Areas of Specialization
American Literature
American Literature Faculty:
The English Department at Penn State has a long history of excellence in the study of American literature. Current members of the faculty specialize in authors and topics from the earliest period of our national literature to the most recent. Some doctoral candidates pursue archivally based projects; training for Ph.D. candidates is also available in feminist-oriented and theory-orientated interpretation. Among faculty interests are American women writers, American Cultural Studies, Native American Studies, Post colonial Theory, maritime literature, Atlantic Studies, History of the Book, professional authorship in America, American literature of travel and exploration, American literature and the environment, American literature and science, American Modernism and Postmodernism, scholarly editing, literary biography, automobile culture, and Disability Studies.
RECENT COURSE OFFERINGS:
Undergraduate:
- Fictions, Fashions, and National Passions in 18th-Century America
- Exploring the Early American Sublime
- The American Sea Narrative
- American Captive, Travel, and Slave Narratives
- Professional Authorship in the Time of Melville
- The Wilderness in American Literature; Representing Lewis and Clark
- The Literature and Cultures of the Appalachian Trail
- American Literature and the Problem of Justice
- Henry James and the Legacy of Hawthorne
- Money and the American Imagination
- American Decadence in the 1890s
- The Lost Generation Revisited
- Expatriate American Modernists
- American Detective Fiction
- American Autobiography
- Faulkner and his Literary Descendents
- Women, Mobility, and American Culture
Graduate:
- The Problem of Enlightenment in 18th-Century America
- Virtue's Commerce in 18th-Century Britain and North America
- The New American Literary Canon
- Sentiment and Sensation in 19th-Century America
- Emerson, Thoreau, and the Environment
- American Realism and Naturalism Reconsidered
- Studies in the American Renaissance
- Kay Boyle and Ernest Hemingway, Modernist Duet
- The American Literary Memoir
- Faulkner and Morrison
- Theorizing Readers
- What Was Cultural Studies?
SOME RECENT FACULTY PUBLICATIONS:
Carla Mulford, gen. ed., EARLY AMERICAN WRITINGS (Oxford, 2002)
Hester Blum, "Atlantic Trade," in A COMPANION TO HERMAN MELVILLE (Blackwell, 2006)
James L. W. West III, THE PERFECT HOUR: THE ROMANCE OF F. SCOTT FITZGERALD AND GINEVRA KING (Random House, 2005)
Deborah Clarke, "Domesticating the Car: Women's Road Trips," STUDIES IN AMERICAN FICTION (Spring 2004)
Robin Schulze, BECOMING MARIANNE MOORE: THE EARLY POEMS (California, 2002) Michael Berube, ed., THE AESTHETICS OF CULTURAL STUDIES (Blackwell, 2004).
IN PROGRESS FACULTY PUBLICATIONS:
Sandra Spanier, gen. ed., LETTERS OF ERNEST HEMINGWAY
REPRESENTATIVE CURRENT DISSERTATIONS:
Steven Thomas, Cultures of Liberty and Mercantilist Poetics, 1690-1765
Rochelle Zuck, Virtue and the Cultivation of the Citizen, 1750-1850
Karen DeHerman, Convention, Caricature, and Beyond: Single Women in American Life and Literature, 1826-1899
Brandon Kempner, American Epistolary Culture
Carissa Turner, Spiritual Geography in 20th-Century American Women Writers
GRADUATE STUDENT TENURE-LINE JOB PLACEMENTS:
Auburn University, University of New Mexico, Rockford College, Illinois College, Eckerd College, Robert Stockton College of New Jersey, Lock Haven University, University of Akron, University of Wisconsin--Stout.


• Required work
In your copy of the entries, please include no pictures and return every word exactly.

==== Material supplied

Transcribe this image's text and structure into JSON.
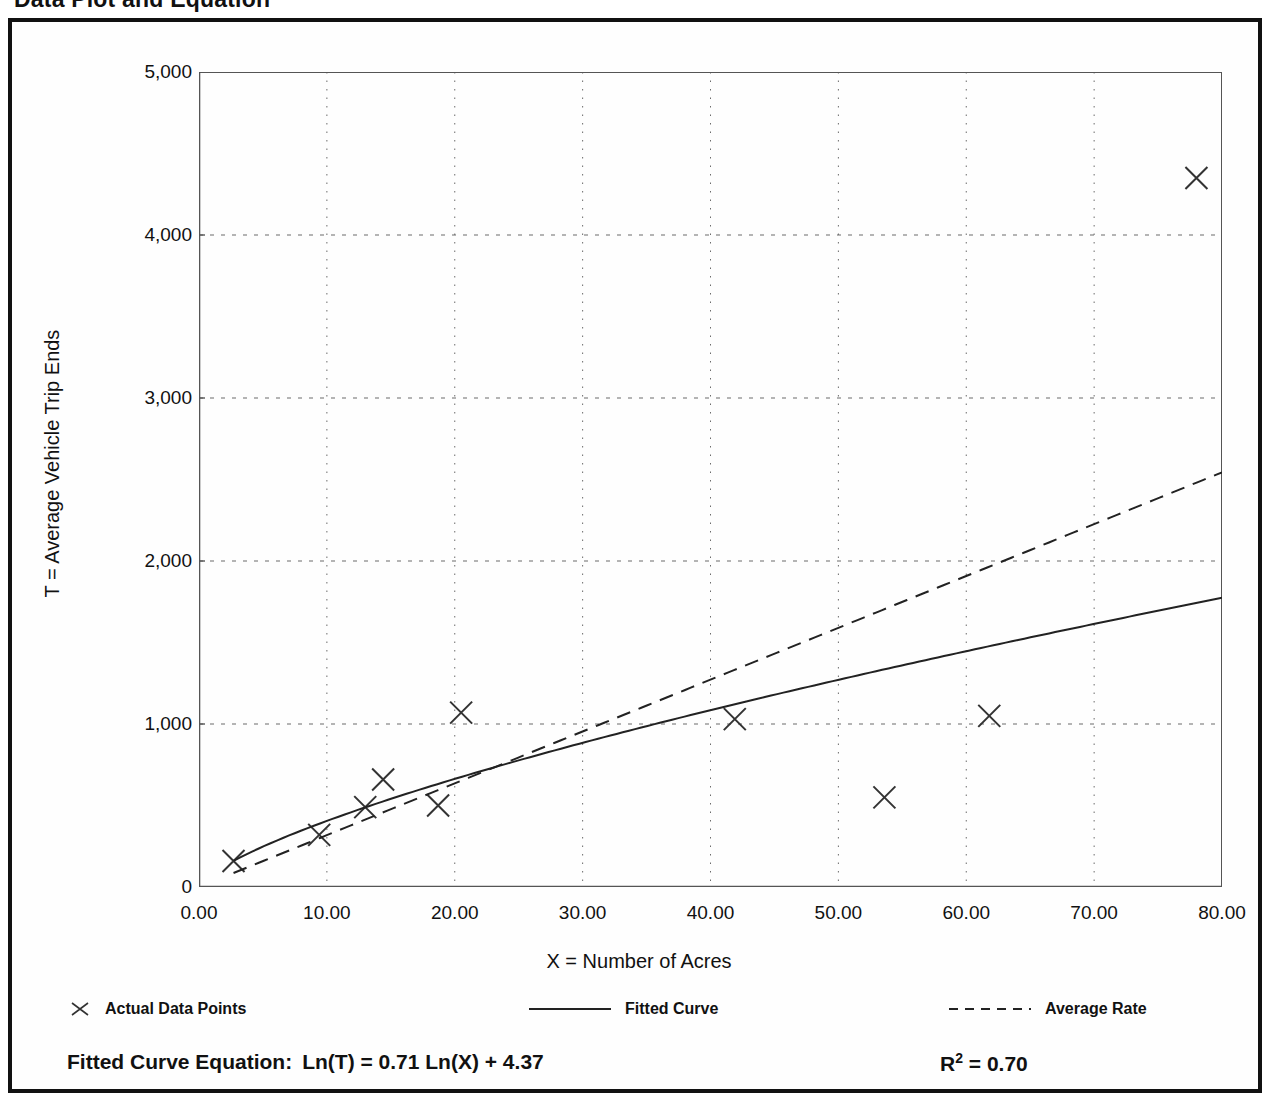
{
  "page": {
    "title": "Data Plot and Equation"
  },
  "chart_data": {
    "type": "scatter",
    "title": "Data Plot and Equation",
    "xlabel": "X = Number of Acres",
    "ylabel": "T = Average Vehicle Trip Ends",
    "xlim": [
      0,
      80
    ],
    "ylim": [
      0,
      5000
    ],
    "xticks": [
      0,
      10,
      20,
      30,
      40,
      50,
      60,
      70,
      80
    ],
    "xtick_labels": [
      "0.00",
      "10.00",
      "20.00",
      "30.00",
      "40.00",
      "50.00",
      "60.00",
      "70.00",
      "80.00"
    ],
    "yticks": [
      0,
      1000,
      2000,
      3000,
      4000,
      5000
    ],
    "ytick_labels": [
      "0",
      "1,000",
      "2,000",
      "3,000",
      "4,000",
      "5,000"
    ],
    "x_minor_tick_step": 5,
    "y_minor_tick_step": 500,
    "grid": "dotted vertical at major x, dashed horizontal at major y",
    "legend_position": "below axes, horizontal",
    "series": [
      {
        "name": "Actual Data Points",
        "type": "scatter",
        "marker": "x",
        "color": "#333333",
        "points": [
          {
            "x": 2.7,
            "y": 160
          },
          {
            "x": 9.4,
            "y": 320
          },
          {
            "x": 13.0,
            "y": 490
          },
          {
            "x": 14.4,
            "y": 660
          },
          {
            "x": 18.7,
            "y": 500
          },
          {
            "x": 20.5,
            "y": 1070
          },
          {
            "x": 41.9,
            "y": 1030
          },
          {
            "x": 53.6,
            "y": 550
          },
          {
            "x": 61.8,
            "y": 1050
          },
          {
            "x": 78.0,
            "y": 4350
          }
        ]
      },
      {
        "name": "Fitted Curve",
        "type": "line",
        "style": "solid",
        "color": "#222222",
        "equation": "Ln(T) = 0.71 Ln(X) + 4.37",
        "slope": 0.71,
        "intercept": 4.37,
        "x_start": 2.7,
        "x_end": 80
      },
      {
        "name": "Average Rate",
        "type": "line",
        "style": "dashed",
        "color": "#222222",
        "rate_per_acre": 31.8,
        "x_start": 2.7,
        "x_end": 80
      }
    ],
    "annotations": {
      "fitted_equation_label": "Fitted Curve Equation:",
      "fitted_equation_text": "Ln(T) = 0.71 Ln(X) + 4.37",
      "r_squared_symbol": "R",
      "r_squared_exponent": "2",
      "r_squared_value": "= 0.70"
    }
  },
  "legend": {
    "entries": [
      {
        "label": "Actual Data Points",
        "icon": "x-marker-icon"
      },
      {
        "label": "Fitted Curve",
        "icon": "solid-line-icon"
      },
      {
        "label": "Average Rate",
        "icon": "dashed-line-icon"
      }
    ]
  }
}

========

• Solution
Transcribe this image's text and structure into JSON.
{
  "page": {
    "title": "Data Plot and Equation"
  },
  "chart_data": {
    "type": "scatter",
    "title": "Data Plot and Equation",
    "xlabel": "X = Number of Acres",
    "ylabel": "T = Average Vehicle Trip Ends",
    "xlim": [
      0,
      80
    ],
    "ylim": [
      0,
      5000
    ],
    "xticks": [
      0,
      10,
      20,
      30,
      40,
      50,
      60,
      70,
      80
    ],
    "xtick_labels": [
      "0.00",
      "10.00",
      "20.00",
      "30.00",
      "40.00",
      "50.00",
      "60.00",
      "70.00",
      "80.00"
    ],
    "yticks": [
      0,
      1000,
      2000,
      3000,
      4000,
      5000
    ],
    "ytick_labels": [
      "0",
      "1,000",
      "2,000",
      "3,000",
      "4,000",
      "5,000"
    ],
    "x_minor_tick_step": 5,
    "y_minor_tick_step": 500,
    "grid": "dotted vertical at major x, dashed horizontal at major y",
    "legend_position": "below axes, horizontal",
    "series": [
      {
        "name": "Actual Data Points",
        "type": "scatter",
        "marker": "x",
        "color": "#333333",
        "points": [
          {
            "x": 2.7,
            "y": 160
          },
          {
            "x": 9.4,
            "y": 320
          },
          {
            "x": 13.0,
            "y": 490
          },
          {
            "x": 14.4,
            "y": 660
          },
          {
            "x": 18.7,
            "y": 500
          },
          {
            "x": 20.5,
            "y": 1070
          },
          {
            "x": 41.9,
            "y": 1030
          },
          {
            "x": 53.6,
            "y": 550
          },
          {
            "x": 61.8,
            "y": 1050
          },
          {
            "x": 78.0,
            "y": 4350
          }
        ]
      },
      {
        "name": "Fitted Curve",
        "type": "line",
        "style": "solid",
        "color": "#222222",
        "equation": "Ln(T) = 0.71 Ln(X) + 4.37",
        "slope": 0.71,
        "intercept": 4.37,
        "x_start": 2.7,
        "x_end": 80
      },
      {
        "name": "Average Rate",
        "type": "line",
        "style": "dashed",
        "color": "#222222",
        "rate_per_acre": 31.8,
        "x_start": 2.7,
        "x_end": 80
      }
    ],
    "annotations": {
      "fitted_equation_label": "Fitted Curve Equation:",
      "fitted_equation_text": "Ln(T) = 0.71 Ln(X) + 4.37",
      "r_squared_symbol": "R",
      "r_squared_exponent": "2",
      "r_squared_value": "= 0.70"
    }
  },
  "legend": {
    "entries": [
      {
        "label": "Actual Data Points",
        "icon": "x-marker-icon"
      },
      {
        "label": "Fitted Curve",
        "icon": "solid-line-icon"
      },
      {
        "label": "Average Rate",
        "icon": "dashed-line-icon"
      }
    ]
  }
}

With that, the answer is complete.